This dissertation sets out to demonstrate the role of state-of-nature discourse in the material creation of the political state. The issue is broached via state-of-nature discourse as this extends, in the field of conventional political science, from...
This dissertation sets out to demonstrate the role of state-of-nature discourse in the material creation of the political state. The issue is broached via state-of-nature discourse as this extends, in the field of conventional political science, from the writings of Thomas Hobbes, John Locke and others to certain central texts in contemporary democratic theory (chiefly John Rawls' <italic> A Theory of Justice</italic> on the contractarian side, Robert Nozick's <italic> Anarchy, State and Utopia</italic> on the libertarian). An investigation of the language of these texts reveals that the state of nature, as practical, imaginative and/or theoretical construct, is proscribed for the political subject, not only in a temporal or physical sense, but also and most importantly in a discursive one. One speaks about the state of nature only from within the state, from under the rule of state-building, and as a consequence one cannot signify what is not (what is outside, what is before) that state. The discourse of the state of nature therefore always forecloses upon itself as it “always already” gives rise to the state in language, a state which itself contains that discourse entirely.
This critique is carried out with the aid of certain perspectives and models belonging to poststructuralism, including texts of Jacques Derrida and Jean-François Lyotard, and to one of poststructuralism's predecessor critiques, the later philosophy of Ludwig Wittgenstein. Considering the disciplinary affiliation of poststructuralist philosophy with literary studies, my argument also naturally makes use of the idea of the literary text (as itself a self-contained critique of language, a continually forgotten and aestheticized tool for the interpretation of “nonliterary” discourse), specifically John Milton's <italic>Paradise Lost</italic>—this work serves as an interdisciplinary starting point (with close connections to contemporary contractarian texts, e.g., Hobbes') for the above inquiry, while offering as poetry a concentrated demonstration of how the fissured edifice of language proscribes the prestate or the nonstate. In connection with Miltonic eschatology, too, this dissertation also considers utopianism (as the impulse which must inform political discourse on both the state-of-nature and the state to come) as a possible target of its critique.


Copy, from the entries below, each line in which the string "Reference" appears.

» **Available records**:
*** Block opens ***

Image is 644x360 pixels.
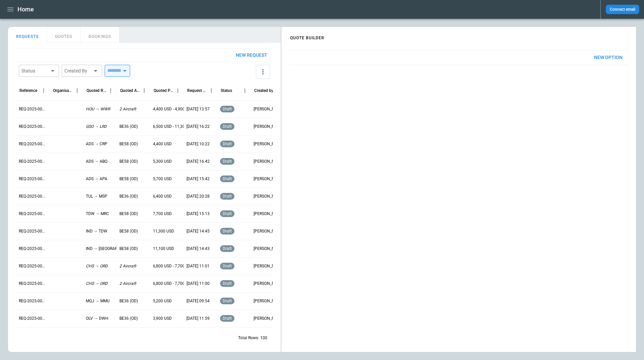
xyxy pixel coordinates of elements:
p: 6,800 USD - 7,700 USD [153,281,194,287]
p: [PERSON_NAME] [254,316,282,322]
p: [DATE] 11:01 [187,264,210,269]
p: BE58 (OD) [119,246,138,252]
button: more [256,65,270,79]
p: [DATE] 10:22 [187,141,210,147]
span: draft [221,107,233,112]
button: Status column menu [241,86,249,95]
p: 5,700 USD [153,176,172,182]
p: REQ-2025-000241 [19,298,47,304]
p: ADS → APA [86,176,107,182]
p: BE58 (OD) [119,228,138,234]
p: 2 Aircraft [119,281,136,287]
p: [PERSON_NAME] [254,176,282,182]
p: 4,400 USD - 4,900 USD [153,107,194,112]
p: [PERSON_NAME] [254,246,282,252]
p: [PERSON_NAME] [254,107,282,112]
p: [PERSON_NAME] [254,228,282,234]
p: BE36 (OD) [119,316,138,322]
p: REQ-2025-000247 [19,194,47,199]
p: [PERSON_NAME] [254,211,282,217]
button: Request Created At (UTC-05:00) column menu [207,86,216,95]
button: New request [231,49,273,62]
p: REQ-2025-000243 [19,264,47,269]
p: ADS → ABQ [86,159,107,164]
button: REQUESTS [8,27,47,43]
span: draft [221,264,233,269]
p: IND → TDW [86,228,107,234]
p: [DATE] 15:13 [187,211,210,217]
span: draft [221,177,233,181]
div: Created By [64,68,91,74]
p: [DATE] 15:42 [187,176,210,182]
p: [DATE] 16:22 [187,124,210,130]
p: [PERSON_NAME] [254,281,282,287]
p: OLV → DWH [86,316,108,322]
p: [PERSON_NAME] [254,298,282,304]
p: 5,200 USD [153,298,172,304]
p: [DATE] 11:59 [187,316,210,322]
h1: Home [18,6,34,13]
button: QUOTES [47,27,81,43]
p: 11,100 USD [153,246,174,252]
div: Quoted Aircraft [120,88,140,93]
span: draft [221,194,233,199]
div: Reference [19,88,37,93]
span: draft [221,142,233,146]
button: Quoted Route column menu [106,86,115,95]
p: REQ-2025-000252 [19,107,47,112]
button: Connect email [606,5,639,14]
p: BE58 (OD) [119,176,138,182]
p: [PERSON_NAME] [254,124,282,130]
p: TUL → MSP [86,194,107,199]
div: Status [21,68,48,74]
p: [DATE] 11:00 [187,281,210,287]
p: BE58 (OD) [119,159,138,164]
button: New Option [589,51,628,65]
button: Organisation column menu [73,86,81,95]
p: [PERSON_NAME] [254,264,282,269]
p: 6,400 USD [153,194,172,199]
p: TDW → MRC [86,211,109,217]
p: BE58 (OD) [119,141,138,147]
p: [DATE] 14:45 [187,228,210,234]
div: Status [221,88,232,93]
p: [DATE] 16:42 [187,159,210,164]
p: REQ-2025-000251 [19,124,47,130]
p: BE36 (OD) [119,124,138,130]
p: GSO → LRD [86,124,106,130]
p: 7,700 USD [153,211,172,217]
p: REQ-2025-000249 [19,159,47,164]
span: draft [221,246,233,251]
p: REQ-2025-000245 [19,228,47,234]
p: REQ-2025-000244 [19,246,47,252]
p: REQ-2025-000240 [19,316,47,322]
p: [DATE] 09:54 [187,298,210,304]
p: BE36 (OD) [119,194,138,199]
span: draft [221,159,233,164]
p: MQJ → MMU [86,298,110,304]
p: 11,300 USD [153,228,174,234]
p: 6,800 USD - 7,700 USD [153,264,194,269]
p: REQ-2025-000246 [19,211,47,217]
p: 3,900 USD [153,316,172,322]
div: Created by [254,88,274,93]
p: REQ-2025-000242 [19,281,47,287]
div: scrollable content [281,44,636,70]
p: REQ-2025-000250 [19,141,47,147]
span: draft [221,211,233,216]
p: 100 [260,335,267,341]
span: draft [221,299,233,303]
p: [DATE] 20:28 [187,194,210,199]
p: CHS → ORD [86,264,108,269]
p: 2 Aircraft [119,264,136,269]
button: Reference column menu [39,86,48,95]
p: IND → [GEOGRAPHIC_DATA] [86,246,137,252]
h4: QUOTE BUILDER [282,29,332,44]
span: draft [221,316,233,321]
p: ADS → CRP [86,141,107,147]
div: Organisation [53,88,73,93]
p: CHS → ORD [86,281,108,287]
span: draft [221,229,233,234]
button: Quoted Aircraft column menu [140,86,149,95]
span: draft [221,124,233,129]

*** Block closes ***

» **Answer space**:
div: Reference [19,88,37,93]
button: Reference column menu [39,86,48,95]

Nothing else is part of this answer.